LA Chef Faces 67 Years Over Sale of Whale Meat

Federal indictment in California includes serious felony charges
By John Johnson,  Newser Staff
Posted Feb 2, 2013 9:37 AM CST
Chef Faces 67 Years Over Sale of Whale Meat
A sign at the since-closed Hump Restaurant is seen in Santa Monica, Calif., in 2010.   (AP Photo/Reed Saxon)

A California chef who got busted nearly three years ago on charges of selling illegal whale meat is facing a much more serious sentence than originally thought. Kiyoshiro Yamamoto could get 67 years in prison if convicted of smuggling and selling meat from endangered Sei whales at the now-defunct Hump restaurant in Santa Monica, reports LA Weekly. A fellow chef faces a 10-year sentence after yesterday's indictment by a federal grand jury, and the restaurant's parent company, Typhoon Restaurant, faces a $1.2 million fine.

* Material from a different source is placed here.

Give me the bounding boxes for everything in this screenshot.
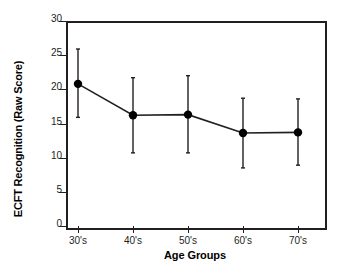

The arrests followed a sting operation run by one of the producers of the anti-whaling documentary The Cove. The chefs allegedly ordered the whale meat from a Japanese national, who smuggled it into the US by labeling it as fatty tuna. Authorities say the ruse worked for three years, from 2007 to 2010, reports the Los Angeles Times. (More whales stories.)